Re: The Lieutenant/The Daughter
All families were complicated. That was a lesson Frances had learnt young. She knew how conditional love was. As long as you did what you were told, you could be cherished. But, dare to have your own thought? Then you didn't deserve any of it. She liked to think her own love, if and when she gave it, wouldn't be dangled on a hook like a worm. It would be whole, by itself. She'd never had a chance to try it. She was young enough, though, or, hell, naïve enough (in her way), that she still hoped she would. And damn anyone who got in her way.

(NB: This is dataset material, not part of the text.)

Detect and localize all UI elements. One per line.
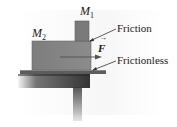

Damn the dark, too. Because she was tripping into it. Arms outstretched, bare skin feeling the unslaked cold, she caromed off of someone's trunk with an, "Oof!" A dark heel skipped over the white toe of her shoe, streaking it with rubber that would earn her ire later, and Frances stumbled another half-step. This time, at least, the soldier was behind her and his hand was on her hip. The rectangle of light, the room's sole illumination, closed, thinning to a sliver, then to nothing. The door was closed. And just like that, the baggage car was a coffin again and everything was too close.
Frances turned on her shoe. Her hands went up. She wasn't trying to snare him in an embrace. Instead, her palms went to his chest as she tried to use him to steady herself. "Damnit!" A curse word. How intrepid was she? On the small stalk of her legs, she straightened. She tossed her hair over her shoulder as she did it. Then, with a breath that mingled with his due to lack of space, she spoke: "What's even in here?" Feeling all the more impertinent for the darkness, she tacked on a question. "And what's your name?"